Hiding in Plain Sight - The Untold Story of Hidden Vulnerabilities
08-08, 18:00–18:45 (US/Pacific), Florentine A

In today's software development landscape, vulnerability scanners and SCA tools play a vital role in identifying potentially vulnerable software components and mitigating associated risks. However, their effectiveness remains questionable due to differences in implementation, coverage, and performance, as well as inherent blindspots that make them oblivious to critical vulnerabilities in real-world scenarios.

In this talk, we will present the results of a groundbreaking benchmark and root cause analysis research that evaluated leading commercial and open-source vulnerability scanners and SCA tools. We will showcase the main causes of scanner misidentifications, including blindspots created by common build and deployment practices, and thousands of hidden vulnerabilities we identified in real-world applications, many of which are known to be exploited in the wild.

Our findings expose a significant gap in the effectiveness of these tools and raise awareness about the need for objective evaluation criteria. Attendees will leave with a better understanding of the limitations of vulnerability scanners and SCA tools, as well as the importance of adopting more holistic approaches to software security.


  1. Introduction (5 minutes)

Explain the importance of visibility into what software components exist in your environment. We will discuss a few examples of recent vulnerabilities for which detection of the vulnerable component has proven to be especially challenging.
Explain how vulnerability scanners and SCA operate, and what their limitations are.
Specifically, we will highlight the fact that two separate processes have to take place for an SCA tool or vulnerability scanner to correctly report on existing vulnerabilities:
- Identification of existing components
- Mapping the identified components to vulnerabilities using the relevant security advisories.

Suboptimal performance in any of these stages will result in misidentifications whether false positive or false negative results.
So if you think about it, every scanner/SCA tool is also an SBOM tool. And the quality of its results is highly affected by the quality of the SBOM it is able to generate.

  1. Evaluation method (5 minutes)
    In this section, we will explain how the research was conducted and the results were measured. We will explain the concepts of precision, recall, and F1-score that will be used throughout the talk to measure the different scanner's performance.

  2. Present and discuss the results (10 minutes)

We will present a performance evaluation of 10 popular open-source and commercial scanners and delve into the huge variability in results across the different environments scanned (20 popular open-source containers and multiple base OS images from various cloud providers). we will explore the root causes we identified for the missidentifications discovered in the research (both false-positive and false negative results). Examples include: packages installed not via package managers, reliance on CPE (common platform enumeration), inaccurate/obsolete security advisory data, package and version identification errors, ignoring environment context, flagging kernel vulnerabilities in a container without taking into account the kernel version running on the host, and more.

  1. Hidden vulnerabilities (15 minutes)

In this section, we will deep dive into the concept of hidden vulnerabilities, which are known vulnerabilities that due to the inherent method of operation of vulnerability scanners and SCA tools remain invisible in a vulnerability scan.
We will show how wide this phenomenon is and discuss multiple common real-world scenarios, build and deployment practices that can unknowingly cause blindspots for security tools.

We will then provide examples of critical hidden vulnerabilities we identified in popular open-source applications and demonstrate how they can be exploited while remaining undetected in vulnerability scans.

Present the research outcomes: we have opened dozens of issues and notified the vendors of the different inaccuracies accounting for over 1000 unique CVEs either falsely identified or missed, some of the issues were already addressed.

  1. Final Notes (5 minutes)
    In this section, we will review the challenges presented in the talk and offer recommendations for both developers as well as security practitioners as to how to address them.
    We will also call for vendors and maintainers to take these inherent gaps into account and implement logic that will be able to detect such vulnerabilities going forward.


YOUR ASSIGNMENT. With the images left out, print all of the records below exactly.

Dataset excerpts:

________________________

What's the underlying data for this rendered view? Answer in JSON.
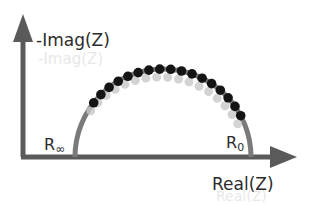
{
  "diagram": {
    "axes": {
      "y_label": "-Imag(Z)",
      "x_label": "Real(Z)"
    },
    "markers": {
      "r_infinity": {
        "base": "R",
        "sub": "∞"
      },
      "r_zero": {
        "base": "R",
        "sub": "0"
      }
    },
    "colors": {
      "axis": "#5a5a5a",
      "arc": "#7a7a7a",
      "data_points": "#141414",
      "ghost_points": "#c8c8c8"
    },
    "data_points_count": 17,
    "data_points_arc_range_deg": [
      142,
      28
    ]
  }
}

________________________

SOLVED EXERCISE.
What's the underlying data for this rendered view? Answer in JSON.
{
  "diagram": {
    "axes": {
      "y_label": "-Imag(Z)",
      "x_label": "Real(Z)"
    },
    "markers": {
      "r_infinity": {
        "base": "R",
        "sub": "∞"
      },
      "r_zero": {
        "base": "R",
        "sub": "0"
      }
    },
    "colors": {
      "axis": "#5a5a5a",
      "arc": "#7a7a7a",
      "data_points": "#141414",
      "ghost_points": "#c8c8c8"
    },
    "data_points_count": 17,
    "data_points_arc_range_deg": [
      142,
      28
    ]
  }
}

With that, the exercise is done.